Time format

J dreadpiratejeff at gmail.com
Tue Aug 23 20:47:44 UTC 2011


On Tue, Aug 23, 2011 at 16:40, Johnny Rosenberg <gurus.knugum at gmail.com> wrote:
> 2011/8/23 Colin Law <clanlaw at googlemail.com>:
>> On 23 August 2011 18:31, Johnny Rosenberg <gurus.knugum at gmail.com> wrote:
>>> [...]
>>> I thought that since people say things like ”…you have 72 hours…”,
>>> there is not a word for 24 hours, but obviously there is, just not a
>>> good one, or at least not good enough for people to use it… :)  :P
>>
>> Day is used and is generally not ambiguous.  Most would say 3 days
>> rather than 72 hours and in this context is not ambiguous.  In fact I
>> cannot think of an example where it would not be obvious by context.
>>
>> Colin
>
> So if you say, for example, 1½ day, you always mean 36 hours?
>
> Sorry for kind of hi-jacking this thread.

I do... to me, 1 1/2 day == 36 hours, 2 days = 48, etc.

The only ambiguity I ever really notice is when talking in business terms.

For example, if a business says 10 day turnaround, they mean 10
business days, which is actually at least 12 calendar days, since
business days are only M - F.  But if I say I'll have something done
in 2 days, I mean 2 days, or 48 hours.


ASSIGNED TASK: Return all of the entries exactly, with nothing added or left out.

DATA FOR THE TASK:
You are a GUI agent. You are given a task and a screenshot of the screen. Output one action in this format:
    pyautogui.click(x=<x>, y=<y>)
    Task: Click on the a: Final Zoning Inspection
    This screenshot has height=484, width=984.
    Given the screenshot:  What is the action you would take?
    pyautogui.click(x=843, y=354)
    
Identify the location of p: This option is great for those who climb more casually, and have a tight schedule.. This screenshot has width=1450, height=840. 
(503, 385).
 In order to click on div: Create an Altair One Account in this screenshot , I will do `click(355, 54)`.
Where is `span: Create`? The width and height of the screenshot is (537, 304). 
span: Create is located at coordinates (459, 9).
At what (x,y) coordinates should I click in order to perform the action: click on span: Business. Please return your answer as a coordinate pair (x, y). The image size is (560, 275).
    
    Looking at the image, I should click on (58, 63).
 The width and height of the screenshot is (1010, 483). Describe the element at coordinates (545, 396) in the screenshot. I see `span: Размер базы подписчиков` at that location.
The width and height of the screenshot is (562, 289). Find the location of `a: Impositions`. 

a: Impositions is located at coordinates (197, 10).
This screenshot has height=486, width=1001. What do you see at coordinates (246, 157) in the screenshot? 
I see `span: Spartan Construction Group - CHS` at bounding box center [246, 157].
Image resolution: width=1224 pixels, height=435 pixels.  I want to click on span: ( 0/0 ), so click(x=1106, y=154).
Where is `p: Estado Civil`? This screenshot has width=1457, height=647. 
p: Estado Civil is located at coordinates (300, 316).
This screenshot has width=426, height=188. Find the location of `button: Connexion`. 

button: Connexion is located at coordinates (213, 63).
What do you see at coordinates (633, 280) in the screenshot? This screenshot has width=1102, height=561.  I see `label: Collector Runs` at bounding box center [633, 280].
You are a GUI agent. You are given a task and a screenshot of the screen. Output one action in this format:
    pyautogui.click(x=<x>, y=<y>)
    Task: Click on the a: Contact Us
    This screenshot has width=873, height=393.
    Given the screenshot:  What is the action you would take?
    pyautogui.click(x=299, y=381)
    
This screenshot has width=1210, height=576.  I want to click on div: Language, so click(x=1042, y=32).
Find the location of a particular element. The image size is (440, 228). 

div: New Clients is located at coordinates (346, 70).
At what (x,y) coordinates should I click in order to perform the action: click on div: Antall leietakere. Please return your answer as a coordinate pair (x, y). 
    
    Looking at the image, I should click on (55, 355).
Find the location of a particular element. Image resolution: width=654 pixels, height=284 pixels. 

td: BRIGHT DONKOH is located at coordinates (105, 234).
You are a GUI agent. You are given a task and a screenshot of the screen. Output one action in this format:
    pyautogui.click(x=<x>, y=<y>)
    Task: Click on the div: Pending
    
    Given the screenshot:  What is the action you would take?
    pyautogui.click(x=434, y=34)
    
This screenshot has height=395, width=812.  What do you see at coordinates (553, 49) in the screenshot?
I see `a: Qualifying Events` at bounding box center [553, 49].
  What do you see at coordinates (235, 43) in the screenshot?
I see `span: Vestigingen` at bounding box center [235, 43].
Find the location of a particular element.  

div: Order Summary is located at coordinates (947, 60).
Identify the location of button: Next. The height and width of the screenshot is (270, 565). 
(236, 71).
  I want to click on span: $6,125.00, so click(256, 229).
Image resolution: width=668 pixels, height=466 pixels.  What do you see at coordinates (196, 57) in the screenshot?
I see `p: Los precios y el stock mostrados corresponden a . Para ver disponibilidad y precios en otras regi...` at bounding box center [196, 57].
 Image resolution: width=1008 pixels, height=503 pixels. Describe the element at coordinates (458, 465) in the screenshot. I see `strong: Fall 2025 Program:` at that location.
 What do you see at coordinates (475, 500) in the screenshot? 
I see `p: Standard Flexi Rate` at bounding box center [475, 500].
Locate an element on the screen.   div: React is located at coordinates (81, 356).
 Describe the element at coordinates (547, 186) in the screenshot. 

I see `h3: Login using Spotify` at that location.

SOLUTION BELOW:
You are a GUI agent. You are given a task and a screenshot of the screen. Output one action in this format:
    pyautogui.click(x=<x>, y=<y>)
    Task: Click on the a: Final Zoning Inspection
    This screenshot has height=484, width=984.
    Given the screenshot:  What is the action you would take?
    pyautogui.click(x=843, y=354)
    
Identify the location of p: This option is great for those who climb more casually, and have a tight schedule.. This screenshot has width=1450, height=840. 
(503, 385).
 In order to click on div: Create an Altair One Account in this screenshot , I will do `click(355, 54)`.
Where is `span: Create`? The width and height of the screenshot is (537, 304). 
span: Create is located at coordinates (459, 9).
At what (x,y) coordinates should I click in order to perform the action: click on span: Business. Please return your answer as a coordinate pair (x, y). The image size is (560, 275).
    
    Looking at the image, I should click on (58, 63).
 The width and height of the screenshot is (1010, 483). Describe the element at coordinates (545, 396) in the screenshot. I see `span: Размер базы подписчиков` at that location.
The width and height of the screenshot is (562, 289). Find the location of `a: Impositions`. 

a: Impositions is located at coordinates (197, 10).
This screenshot has height=486, width=1001. What do you see at coordinates (246, 157) in the screenshot? 
I see `span: Spartan Construction Group - CHS` at bounding box center [246, 157].
Image resolution: width=1224 pixels, height=435 pixels.  I want to click on span: ( 0/0 ), so click(x=1106, y=154).
Where is `p: Estado Civil`? This screenshot has width=1457, height=647. 
p: Estado Civil is located at coordinates (300, 316).
This screenshot has width=426, height=188. Find the location of `button: Connexion`. 

button: Connexion is located at coordinates (213, 63).
What do you see at coordinates (633, 280) in the screenshot? This screenshot has width=1102, height=561.  I see `label: Collector Runs` at bounding box center [633, 280].
You are a GUI agent. You are given a task and a screenshot of the screen. Output one action in this format:
    pyautogui.click(x=<x>, y=<y>)
    Task: Click on the a: Contact Us
    This screenshot has width=873, height=393.
    Given the screenshot:  What is the action you would take?
    pyautogui.click(x=299, y=381)
    
This screenshot has width=1210, height=576.  I want to click on div: Language, so click(x=1042, y=32).
Find the location of a particular element. The image size is (440, 228). 

div: New Clients is located at coordinates (346, 70).
At what (x,y) coordinates should I click in order to perform the action: click on div: Antall leietakere. Please return your answer as a coordinate pair (x, y). 
    
    Looking at the image, I should click on (55, 355).
Find the location of a particular element. Image resolution: width=654 pixels, height=284 pixels. 

td: BRIGHT DONKOH is located at coordinates (105, 234).
You are a GUI agent. You are given a task and a screenshot of the screen. Output one action in this format:
    pyautogui.click(x=<x>, y=<y>)
    Task: Click on the div: Pending
    
    Given the screenshot:  What is the action you would take?
    pyautogui.click(x=434, y=34)
    
This screenshot has height=395, width=812.  What do you see at coordinates (553, 49) in the screenshot?
I see `a: Qualifying Events` at bounding box center [553, 49].
  What do you see at coordinates (235, 43) in the screenshot?
I see `span: Vestigingen` at bounding box center [235, 43].
Find the location of a particular element.  

div: Order Summary is located at coordinates (947, 60).
Identify the location of button: Next. The height and width of the screenshot is (270, 565). 
(236, 71).
  I want to click on span: $6,125.00, so click(256, 229).
Image resolution: width=668 pixels, height=466 pixels.  What do you see at coordinates (196, 57) in the screenshot?
I see `p: Los precios y el stock mostrados corresponden a . Para ver disponibilidad y precios en otras regi...` at bounding box center [196, 57].
 Image resolution: width=1008 pixels, height=503 pixels. Describe the element at coordinates (458, 465) in the screenshot. I see `strong: Fall 2025 Program:` at that location.
 What do you see at coordinates (475, 500) in the screenshot? 
I see `p: Standard Flexi Rate` at bounding box center [475, 500].
Locate an element on the screen.   div: React is located at coordinates (81, 356).
 Describe the element at coordinates (547, 186) in the screenshot. 

I see `h3: Login using Spotify` at that location.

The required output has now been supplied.